Sunday, August 26, 2018

26 August 2018

Troop Meeting Monday, 8/27 6:30pm:
We'll be holding a fun back-to-school meeting at MUMC. We'll be working on some knots: Bowline, Clove hitch, Taut-line hitch, Two half hitches. We'll be looking at the new patrol cookbooks, picking out some potential menu items for our next campout. Patrols will be using these for at least one menu item on each campout. 
If you're interested you can view the Troop 1 Patrol Cookbook here

Upcoming Schedule:
No meeting next Monday 9/3, Labor Day. 
Meeting 9/10 - 6:30 MUMC
Camping 9/14-9/16... Valleyfair plans A-C have fallen through. That's ok, we can camp elsewhere though no reservations have been made...yet. As it turns out, this weekend is one of the few campouts I will be unable to attend this year. I don't want to make reservations for a simple back-to-the-woods type camp unless we have YPT adults ASMS / Committee able to attend. If you think you can make it, please reach out to me directly and I'll book a campsite asap. Otherwise, per the PLC we'll schedule something else in Sept. Maybe a 50 miler bike ride?
 Events 2018- TROOP 1

Cycling MB
If your scout is interested in Cycling MB, have them get a blue card from me. Mr. Hartford went over many of the introductory requirements and many of you have been taking some of the required length rides. It'd be fun to complete the 50 together. 
 Cycling.pdf

Program Focus: Ropework and First Aid
We are working on some of the basics this fall with knots, lashings and first aid. Many of the activities will satisfy requirements for Tenderfoot, Second Class, and First Class as well as some First Aid MB requirements. 


Scoutmaster's Minute:
It is said that the Chinese Bamboo Tree begins as a nut, a hard nut, about the size of a walnut. The nut has to be planted in soil and then watered and fertilized every day, every day for 5 years before it finally breaks through the ground. If at any time the watering or fertilizing process is stopped, the Chinese Bamboo Tree will die in the ground. But, in that fifth year, the Chinese Bamboo Tree finally breaks through the ground and in six weeks it grows nearly ninety feet tall! Now, the question is, did it grow ninety feet in six weeks or 5 years? The answer is obvious — It took five years. Five years of watering and fertilizing every day to make it happen.

Think about your school year, and your year ahead in scouts. What's your bamboo tree? What are you going to do to nurture it, every day?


__Task statement__: Each line holding the word "Names" must appear in the answer, copied from the entries.
☆ ☆ ☆ ☆
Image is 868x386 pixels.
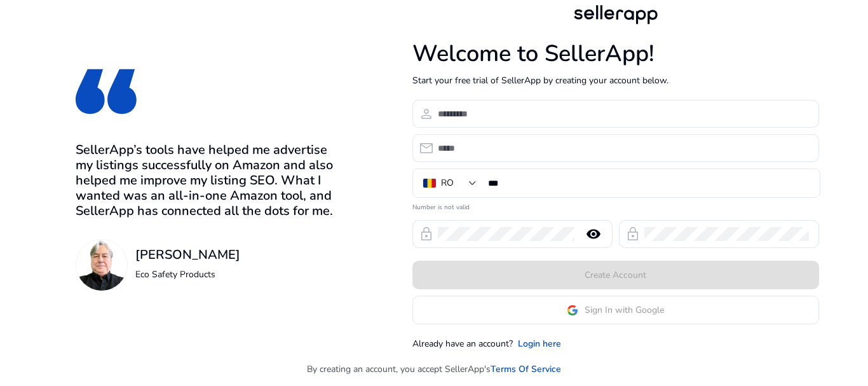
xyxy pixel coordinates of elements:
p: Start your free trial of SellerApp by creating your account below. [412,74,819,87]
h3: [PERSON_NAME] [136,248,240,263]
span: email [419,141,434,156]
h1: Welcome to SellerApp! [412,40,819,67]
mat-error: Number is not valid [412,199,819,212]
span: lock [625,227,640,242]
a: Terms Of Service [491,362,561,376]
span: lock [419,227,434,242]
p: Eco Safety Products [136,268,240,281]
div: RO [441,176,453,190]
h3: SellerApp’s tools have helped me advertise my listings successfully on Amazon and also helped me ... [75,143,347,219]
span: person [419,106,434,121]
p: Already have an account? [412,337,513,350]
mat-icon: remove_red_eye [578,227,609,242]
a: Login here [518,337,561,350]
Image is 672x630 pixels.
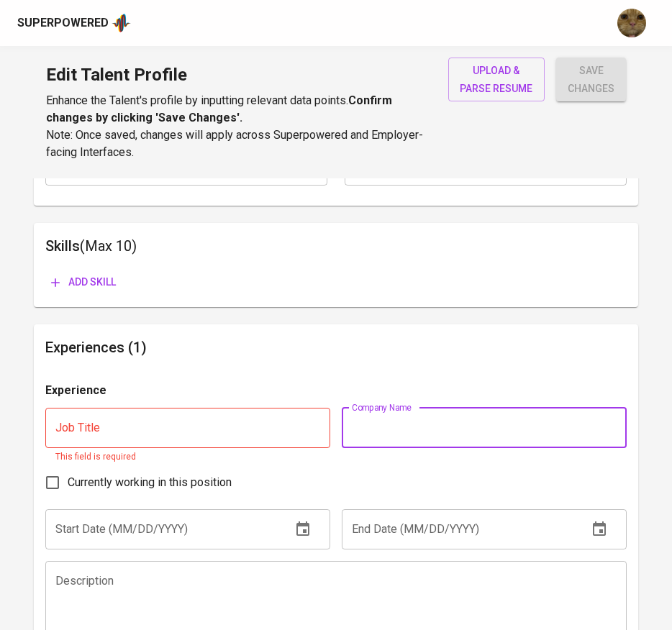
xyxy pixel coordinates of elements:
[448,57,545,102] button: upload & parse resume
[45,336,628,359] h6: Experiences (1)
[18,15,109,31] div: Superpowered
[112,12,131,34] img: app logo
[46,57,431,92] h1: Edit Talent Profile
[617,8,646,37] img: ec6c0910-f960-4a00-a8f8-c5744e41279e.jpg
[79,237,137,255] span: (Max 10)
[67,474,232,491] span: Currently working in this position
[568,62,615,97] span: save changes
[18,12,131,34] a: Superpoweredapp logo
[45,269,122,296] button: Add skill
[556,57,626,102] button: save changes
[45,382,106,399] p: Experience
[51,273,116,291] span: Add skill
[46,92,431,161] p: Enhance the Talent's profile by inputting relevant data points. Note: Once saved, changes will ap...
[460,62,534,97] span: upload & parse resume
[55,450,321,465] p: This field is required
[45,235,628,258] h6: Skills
☆ ☆ ☆ ☆
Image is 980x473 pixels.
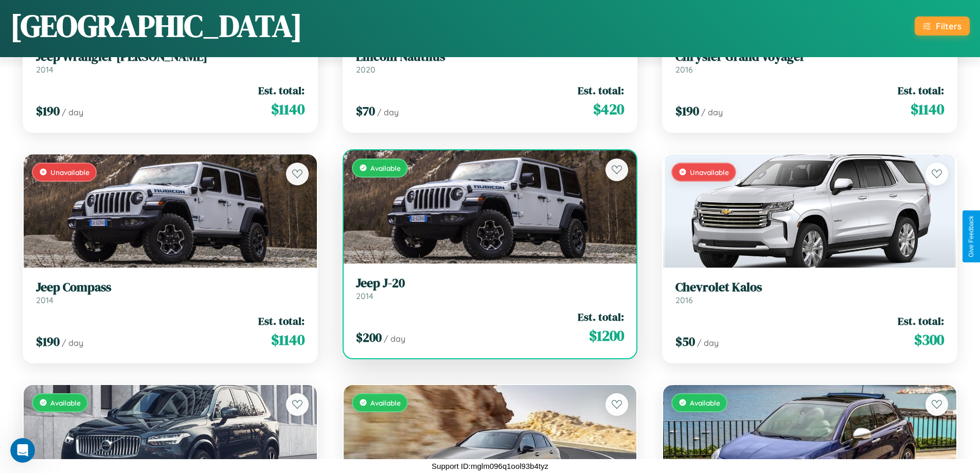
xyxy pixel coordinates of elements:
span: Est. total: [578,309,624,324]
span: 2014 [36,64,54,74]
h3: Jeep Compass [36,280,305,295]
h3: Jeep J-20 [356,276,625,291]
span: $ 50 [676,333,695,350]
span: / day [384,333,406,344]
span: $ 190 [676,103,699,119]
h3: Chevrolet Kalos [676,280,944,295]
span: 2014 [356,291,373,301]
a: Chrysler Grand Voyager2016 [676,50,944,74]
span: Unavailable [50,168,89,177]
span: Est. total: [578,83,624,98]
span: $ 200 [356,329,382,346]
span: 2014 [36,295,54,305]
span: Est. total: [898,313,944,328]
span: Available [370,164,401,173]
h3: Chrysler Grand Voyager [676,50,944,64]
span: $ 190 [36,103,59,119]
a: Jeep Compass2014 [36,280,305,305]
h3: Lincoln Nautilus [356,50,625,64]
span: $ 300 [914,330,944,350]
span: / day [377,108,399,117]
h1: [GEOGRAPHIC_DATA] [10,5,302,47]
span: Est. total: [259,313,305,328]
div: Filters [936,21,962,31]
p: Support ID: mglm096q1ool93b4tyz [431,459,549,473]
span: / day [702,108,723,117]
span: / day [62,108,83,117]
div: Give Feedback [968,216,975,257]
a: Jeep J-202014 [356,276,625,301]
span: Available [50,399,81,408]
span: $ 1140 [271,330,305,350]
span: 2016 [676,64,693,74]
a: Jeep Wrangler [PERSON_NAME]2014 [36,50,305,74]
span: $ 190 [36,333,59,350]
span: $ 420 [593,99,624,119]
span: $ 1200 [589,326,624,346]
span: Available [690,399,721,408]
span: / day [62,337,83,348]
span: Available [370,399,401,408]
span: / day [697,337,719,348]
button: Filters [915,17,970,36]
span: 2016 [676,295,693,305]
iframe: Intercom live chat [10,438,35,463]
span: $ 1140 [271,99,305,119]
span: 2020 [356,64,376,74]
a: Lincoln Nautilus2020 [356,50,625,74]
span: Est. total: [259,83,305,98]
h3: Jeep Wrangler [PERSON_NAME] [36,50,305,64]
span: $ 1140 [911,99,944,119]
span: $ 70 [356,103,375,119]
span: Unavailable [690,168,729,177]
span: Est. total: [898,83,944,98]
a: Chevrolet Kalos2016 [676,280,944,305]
☆ ☆ ☆ ☆
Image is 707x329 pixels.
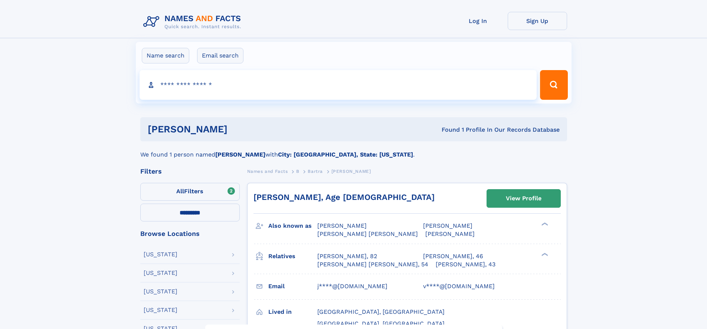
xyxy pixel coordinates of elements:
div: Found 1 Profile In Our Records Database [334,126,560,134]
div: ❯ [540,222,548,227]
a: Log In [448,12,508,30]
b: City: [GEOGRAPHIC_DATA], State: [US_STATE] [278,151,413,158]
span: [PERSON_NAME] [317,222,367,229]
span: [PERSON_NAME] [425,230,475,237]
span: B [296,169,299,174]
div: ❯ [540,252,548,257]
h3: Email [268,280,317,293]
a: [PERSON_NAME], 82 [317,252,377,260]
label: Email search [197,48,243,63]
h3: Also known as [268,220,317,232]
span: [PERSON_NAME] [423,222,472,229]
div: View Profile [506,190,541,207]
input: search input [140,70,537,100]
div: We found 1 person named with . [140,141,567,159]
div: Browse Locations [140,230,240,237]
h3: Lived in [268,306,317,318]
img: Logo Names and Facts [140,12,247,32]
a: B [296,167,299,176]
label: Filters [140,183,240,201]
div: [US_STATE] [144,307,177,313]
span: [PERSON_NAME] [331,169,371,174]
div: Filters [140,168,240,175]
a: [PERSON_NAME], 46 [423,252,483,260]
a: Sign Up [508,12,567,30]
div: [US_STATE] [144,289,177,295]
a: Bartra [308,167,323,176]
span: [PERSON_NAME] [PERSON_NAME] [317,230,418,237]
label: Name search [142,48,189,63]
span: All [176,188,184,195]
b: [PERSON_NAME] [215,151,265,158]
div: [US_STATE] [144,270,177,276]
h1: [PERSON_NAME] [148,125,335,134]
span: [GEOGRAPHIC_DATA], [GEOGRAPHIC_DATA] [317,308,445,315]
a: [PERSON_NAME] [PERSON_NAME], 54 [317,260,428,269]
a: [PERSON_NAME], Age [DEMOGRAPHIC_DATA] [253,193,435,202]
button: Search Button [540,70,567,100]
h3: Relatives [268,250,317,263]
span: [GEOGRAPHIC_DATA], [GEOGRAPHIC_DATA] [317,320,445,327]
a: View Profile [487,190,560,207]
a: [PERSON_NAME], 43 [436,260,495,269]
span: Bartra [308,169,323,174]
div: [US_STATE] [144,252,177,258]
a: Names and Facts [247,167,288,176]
☆ ☆ ☆ ☆
__Solution to the exercise__:
img: Logo Names and Facts [140,12,247,32]
a: Names and Facts [247,167,288,176]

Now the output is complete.